Phase 13 — Capstone Projects

Six end-to-end projects you ship, talk about in interviews, and put on your portfolio. Each is sized for 1–3 weeks of focused work and is designed to make a specific kind of conversation possible: “Here’s a thing I built. Here are the tradeoffs. Here’s what I’d do differently.”

The capstones are deliberately diverse — Apple frameworks, third-party SDKs, multiplatform UI, real-money StoreKit, machine learning, AR. Pick the ones whose conversations you want to be having in interviews.

The Projects

#NamePrimary techWhat it proves
1SkyWatchWeatherKit, MapKit, CloudKit, WidgetKitYou can integrate first-party Apple SDKs end-to-end and ship widgets people use every day
2FitTrackHealthKit, SwiftData+CloudKit, watchOS, Swift ChartsYou understand health data, sync, watch complications, and Charts
3ShopKitStoreKit 2, networking layer, Keychain, GitHub ActionsYou can ship a real-money product with a production CI/CD pipeline
4NoteSyncSign in with Apple, CloudKit shared DB, AppIntents, iOS+macOSYou can build a multi-user, multi-device sync product
5DevPortfolioCoreML, ARKit, TCA, App Store submission walkthroughYou can use ML + AR and submit through Review without flinching
6PlanBoardSwiftUI multiplatform, SwiftData+CloudKit, macOS toolbar/CommandMenu, WidgetKit, AppIntentsYou can ship a true universal binary with platform-respectful UX on both iOS and macOS

How to use this phase

You don’t need to build all six. Pick two or three that map to the jobs you want.

  • Targeting consumer apps with widgets, location, or maps? → SkyWatch
  • Targeting health/fitness? → FitTrack
  • Targeting commerce, subscriptions, paid apps? → ShopKit
  • Targeting collaboration, productivity, communication? → NoteSync
  • Targeting ML/AR or “innovation engineer” roles? → DevPortfolio
  • Targeting senior cross-platform roles or Mac-first companies? → PlanBoard (and one other)

PlanBoard is the universal-binary capstone — if you’re a senior candidate and only have time for one, make it this one. It’s the project that lets you say “I shipped a single codebase to iOS and macOS, here’s the architectural decision record for every #if os(...) branch.”

File structure (each project)

  • README.md — overview, tech stack, the 30-second elevator pitch
  • requirements.md — full user stories, acceptance criteria, platform-specific UX requirements
  • architecture.md — diagrams, module layout, ADRs (architecture decision records)
  • implementation-guide.md — step-by-step build walkthrough
  • hardening-checklist.md — production-ready + security review checklist
  • interview-talking-points.md — the 30-second pitch, 3-minute deep dive, and 10–15 questions the project prepares you to answer
  • platform-decision-record.mdPlanBoard only; every #if os(...) decision documented with rationale

The interview test for every capstone

Before you call a capstone “done,” you must be able to:

  1. Pitch it in 30 seconds so the listener knows what it does and why it’s interesting
  2. Deep-dive any subsystem for 3 minutes without referring to the code — data model, sync strategy, error handling, the gnarly bug you fixed
  3. Answer 10+ interview questions the project gave you the right to be asked

Each project’s interview-talking-points.md gives you all three.

What “shipped” means

  • App Store submission is not required for capstones to count. TestFlight + a public GitHub repo is the minimum bar.
  • The exception is ShopKit and DevPortfolio — those have an App Store submission walkthrough as part of the lab because dealing with Review is itself the skill being practiced.

Start with Capstone 1 — SkyWatch, or jump to whichever project matches the job you’re targeting.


■ Requirement:
Pictures aside, copy exactly the lines running from the one with "Describe the element at coordinates (789, 101)" to the end of the records.

■ Provided data:
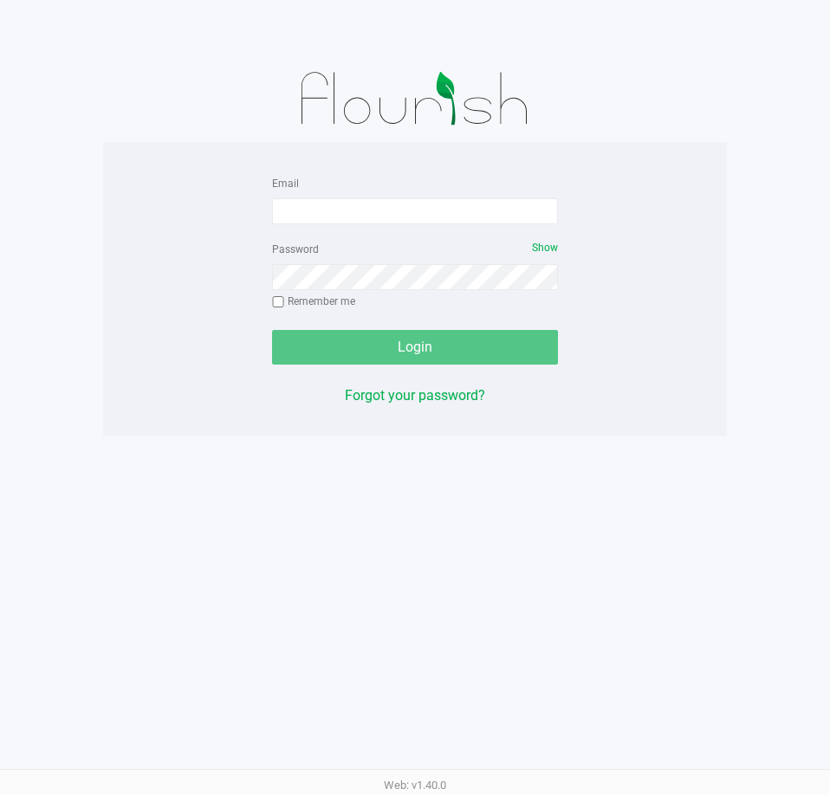 This screenshot has height=795, width=830. What do you see at coordinates (415, 396) in the screenshot?
I see `button: Forgot your password?` at bounding box center [415, 396].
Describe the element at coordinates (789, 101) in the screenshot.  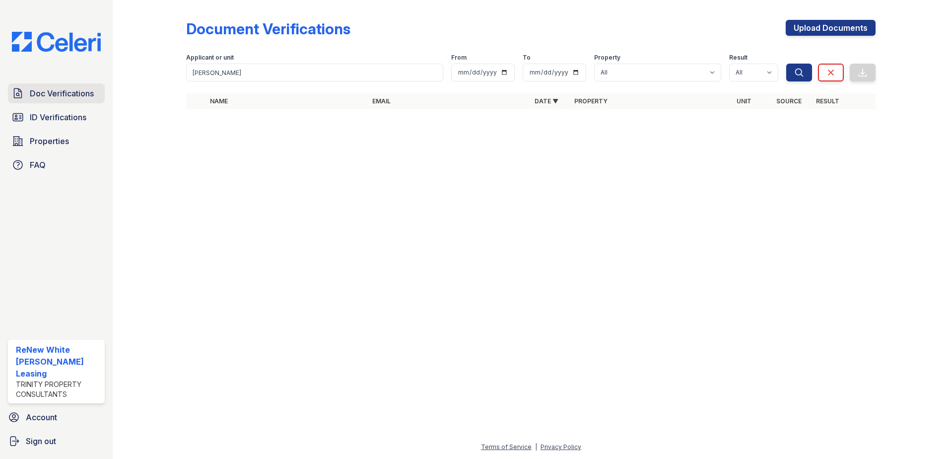
I see `a: Source` at that location.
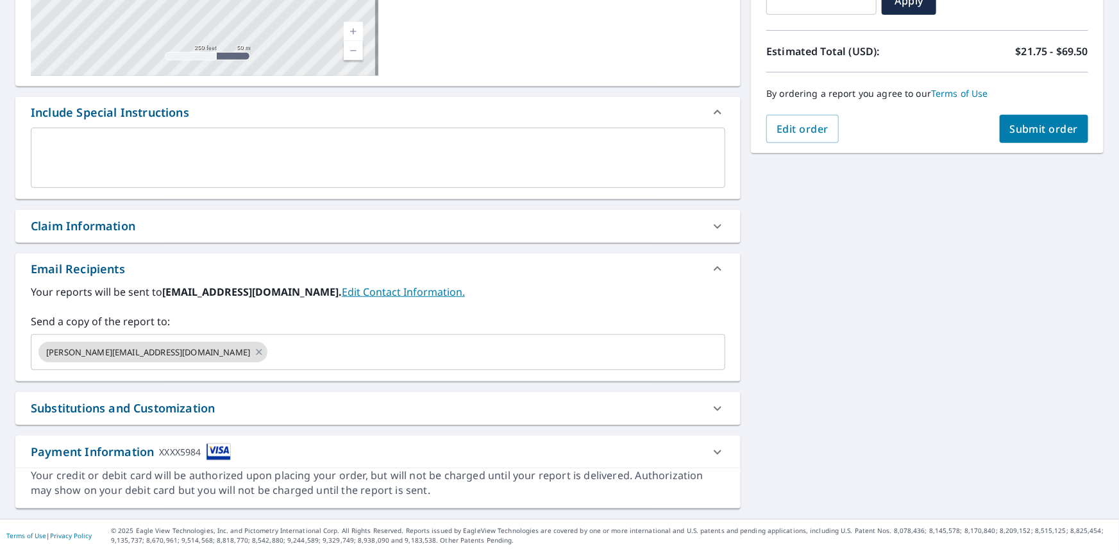 The image size is (1119, 551). Describe the element at coordinates (802, 129) in the screenshot. I see `span: Edit order` at that location.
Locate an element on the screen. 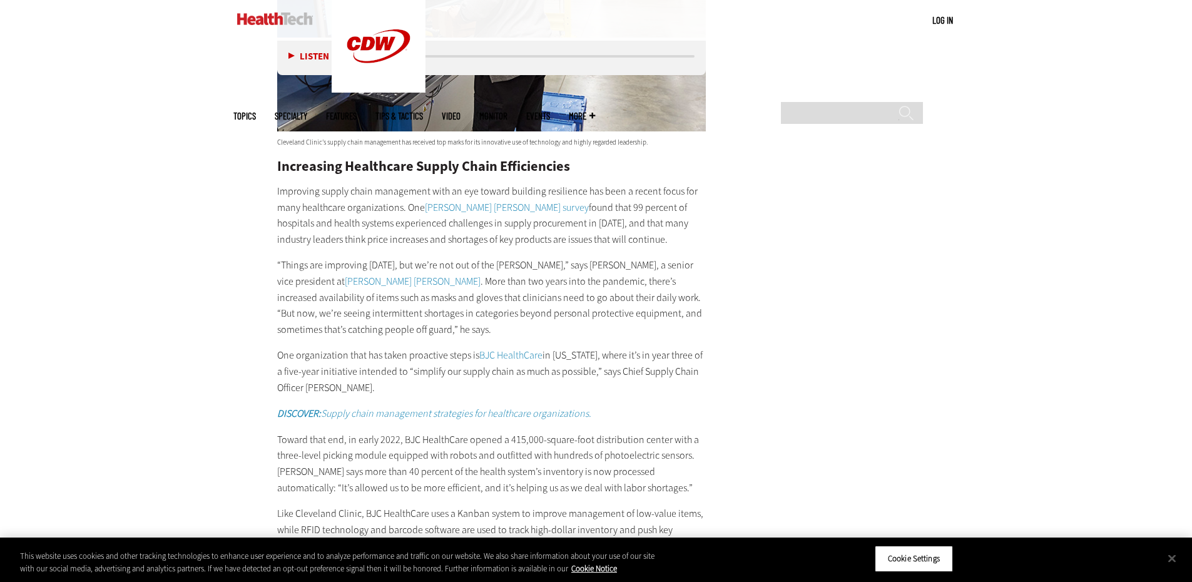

■ Output for this task:
Describe the element at coordinates (789, 101) in the screenshot.  
I see `a: Source` at that location.
 The image size is (1119, 551). Describe the element at coordinates (802, 129) in the screenshot. I see `span: Edit order` at that location.
Locate an element on the screen. 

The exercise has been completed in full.